Protecting nature effectively

  1. The Habitats Regulations should be amended to clarify that ‘de minimis’ impacts do not have an adverse impact on a site’s integrity, including in combination with de minimis impacts from other projects.
  2. To fix this, the Habitats Regulations should be amended to remove the requirement to prove a negative and require scientific evidence of an impact before Natural England can block a plan.
  3. The Habitats Regulations should be amended to clarify that compensation measures can include measures that benefit the national network of protected sites, provided they either benefit features affected by the plan/project or contribute towards meeting an Environment Act 2023 strategy in the vicinity of the project.
  4. The Habitats Regulations should be amended so that the requirement to produce a Habitats Regulations assessment does not apply to licenses, permits, and conditions for projects that have been granted planning permission.
  5. The Government should legislate to amend the Levelling Up and Regeneration Act to remove the vague duty to further the objectives of National Landscapes.

Eliminate unnecessary bureaucracy

  1. The large list of permits, licenses, and consents required after planning permission is granted should be reviewed and where activities are duplicative, rationalised.
  2. In order to get statutory consultees to respond within legal timeframes, the government should legislate to create a rule of positive silence: a failure of a Statutory Consultee to respond to a request within 21 days should count as them having waived their right to object.

Reduce the incentives to fight new development

  1. Aarhus Cost Protection Caps, set at £5,000 and £10,000, should be raised substantially and should not apply in cases where legal challengers have the means to pay costs, or have demonstrated substantial ability to fund cases using crowdfunding, or have repeatedly lost similar cases.
  2. The Business Rates retention system should be reformed to allow councils to fully retain business rates for new SMR, Large-Scale Nuclear, and Data Centre projects.

Create alternative routes to market for commercial nuclear deployment

  1. The Department for Energy Security and Net Zero should open future Pot 2 CfD auctions to SMR and micro-SMR projects.
  2. The Department for Energy Security and Net Zero should offer a bilateral (e.g. non-auction) CfD for innovative new nuclear (Micro-SMRs and AMRs) deployed in the next five to ten years. The model should reward faster deployments with 5GW available before 2030 and 10GW by 2035. If a project is delivered before 2030, receive a generous strike price, while one in 2035 should get a lower strike price.
  3. The Department for Energy Security and Net Zero should create a new Industry Growth CfD to reduce counter-party risk for PPAs. The fallback CfD should be pegged to a forward rolling average of the wholesale price at the moment the PPA falls down.
  4. The Government should update REGOs to explicitly include nuclear power and use real-world 30 minute data on fuel mixes to make SMR PPAs attractive for businesses seeking to cut their emissions.
  5. The Government should update the Green Financing Framework to include investment in civil nuclear power.
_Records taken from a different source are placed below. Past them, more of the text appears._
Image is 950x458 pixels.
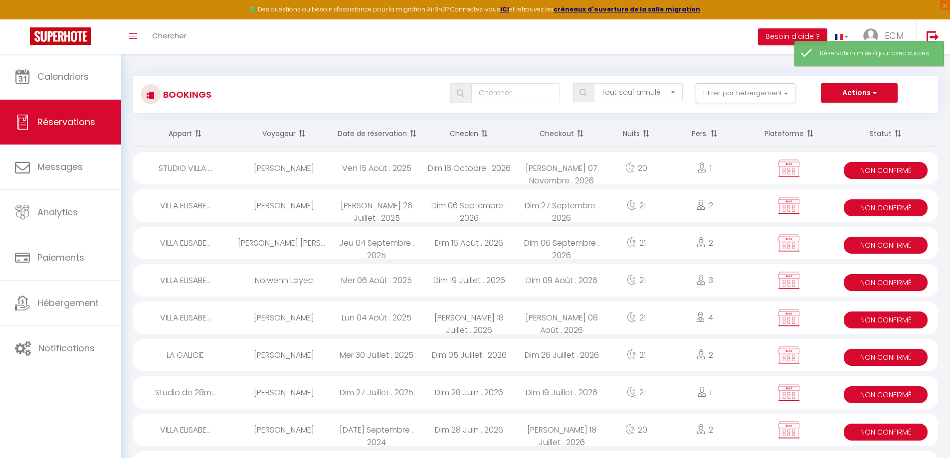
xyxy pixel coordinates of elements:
[500,5,509,13] a: ICI
[856,19,916,54] a: ... ECM
[37,161,83,173] span: Messages
[554,5,700,13] a: créneaux d'ouverture de la salle migration
[745,121,834,147] th: Sort by channel
[37,251,84,264] span: Paiements
[30,27,91,45] img: Super Booking
[37,206,78,218] span: Analytics
[471,83,560,103] input: Chercher
[863,28,878,43] img: ...
[152,30,187,41] span: Chercher
[608,121,664,147] th: Sort by nights
[37,70,89,83] span: Calendriers
[145,19,194,54] a: Chercher
[927,30,939,43] img: logout
[133,121,238,147] th: Sort by rentals
[820,49,934,58] div: Réservation mise à jour avec succès
[758,28,827,45] button: Besoin d'aide ?
[516,121,608,147] th: Sort by checkout
[696,83,795,103] button: Filtrer par hébergement
[833,121,938,147] th: Sort by status
[821,83,898,103] button: Actions
[885,29,904,42] span: ECM
[423,121,516,147] th: Sort by checkin
[8,4,38,34] button: Ouvrir le widget de chat LiveChat
[38,342,95,355] span: Notifications
[330,121,423,147] th: Sort by booking date
[37,297,99,309] span: Hébergement
[664,121,745,147] th: Sort by people
[161,83,211,106] h3: Bookings
[37,116,95,128] span: Réservations
[238,121,331,147] th: Sort by guest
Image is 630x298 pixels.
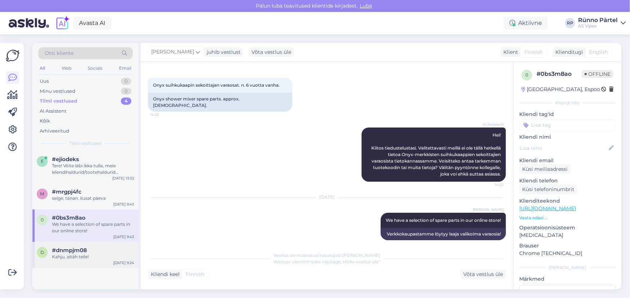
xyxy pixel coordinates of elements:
[113,234,134,239] div: [DATE] 9:43
[519,164,571,174] div: Küsi meiliaadressi
[52,162,134,175] div: Tere! Võite läbi ikka tulla, meie kliendihaldurid/tootehaldurid üritavad aidata!
[40,117,50,125] div: Kõik
[519,224,616,231] p: Operatsioonisüsteem
[40,191,44,196] span: m
[40,78,49,85] div: Uus
[381,228,506,240] div: Verkkokaupastamme löytyy laaja valikoima varaosia!
[52,253,134,260] div: Kahju, aitäh teile!
[578,17,626,29] a: Rünno PärtelAS Vipex
[40,127,69,135] div: Arhiveeritud
[112,175,134,181] div: [DATE] 13:32
[148,194,506,200] div: [DATE]
[519,177,616,184] p: Kliendi telefon
[341,259,381,264] i: „Võtke vestlus üle”
[150,112,177,117] span: 14:22
[519,242,616,249] p: Brauser
[519,231,616,239] p: [MEDICAL_DATA]
[113,201,134,207] div: [DATE] 9:45
[519,214,616,221] p: Vaata edasi ...
[519,184,577,194] div: Küsi telefoninumbrit
[519,264,616,271] div: [PERSON_NAME]
[525,72,528,78] span: 0
[477,122,504,127] span: AI Assistent
[153,82,280,88] span: Onyx suihkukaapin sekoittajan varaosat. n. 6 vuotta vanha.
[582,70,614,78] span: Offline
[519,110,616,118] p: Kliendi tag'id
[477,182,504,187] span: 14:22
[519,205,576,211] a: [URL][DOMAIN_NAME]
[519,100,616,106] div: Kliendi info
[249,47,294,57] div: Võta vestlus üle
[537,70,582,78] div: # 0bs3m8ao
[52,214,86,221] span: #0bs3m8ao
[578,17,618,23] div: Rünno Pärtel
[52,156,79,162] span: #ejiodeks
[519,275,616,283] p: Märkmed
[519,157,616,164] p: Kliendi email
[274,259,381,264] span: Vestluse ülevõtmiseks vajutage
[40,249,44,255] span: d
[477,240,504,246] span: 9:43
[520,144,607,152] input: Lisa nimi
[519,133,616,141] p: Kliendi nimi
[55,16,70,31] img: explore-ai
[501,48,518,56] div: Klient
[52,188,82,195] span: #mrgpj4fc
[113,260,134,265] div: [DATE] 9:24
[386,217,501,223] span: We have a selection of spare parts in our online store!
[578,23,618,29] div: AS Vipex
[371,132,502,176] span: Hei! Kiitos tiedustelustasi. Valitettavasti meillä ei ole tällä hetkellä tietoa Onyx-merkkisten s...
[461,269,506,279] div: Võta vestlus üle
[52,247,87,253] span: #dnmpjm08
[60,64,73,73] div: Web
[148,93,292,112] div: Onyx shower mixer spare parts. approx. [DEMOGRAPHIC_DATA].
[41,217,44,222] span: 0
[118,64,133,73] div: Email
[358,3,374,9] span: Luba
[52,195,134,201] div: selge, tänan. ilusat päeva
[151,48,194,56] span: [PERSON_NAME]
[519,119,616,130] input: Lisa tag
[41,158,44,164] span: e
[553,48,583,56] div: Klienditugi
[565,18,575,28] div: RP
[274,252,380,258] span: Vestlus on määratud kasutajale [PERSON_NAME]
[204,48,241,56] div: juhib vestlust
[73,17,112,29] a: Avasta AI
[45,49,74,57] span: Otsi kliente
[121,97,131,105] div: 4
[121,88,131,95] div: 0
[38,64,47,73] div: All
[6,49,19,62] img: Askly Logo
[504,17,548,30] div: Aktiivne
[519,249,616,257] p: Chrome [TECHNICAL_ID]
[522,86,600,93] div: [GEOGRAPHIC_DATA], Espoo
[52,221,134,234] div: We have a selection of spare parts in our online store!
[524,48,543,56] span: Finnish
[40,88,75,95] div: Minu vestlused
[40,97,77,105] div: Tiimi vestlused
[519,197,616,205] p: Klienditeekond
[186,270,204,278] span: Finnish
[148,270,180,278] div: Kliendi keel
[40,108,66,115] div: AI Assistent
[589,48,608,56] span: English
[473,207,504,212] span: [PERSON_NAME]
[70,140,102,147] span: Tiimi vestlused
[86,64,104,73] div: Socials
[121,78,131,85] div: 0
Update grid regulations to unlock investment in co-located nuclear power for industry

  1. To unlock tech investment into co-located nuclear, the Government should create a new exemption to the Electricity Act 1989 to allow privately owned and operated substations to connect to the national transmission system to serve co-located clean power generation with AI data centre demand within AI Growth Zones.
  2. NESO should allow data centres (and other heavy industrial users) to buy a ‘non-firm’ grid connection when they have reliable on-site generation.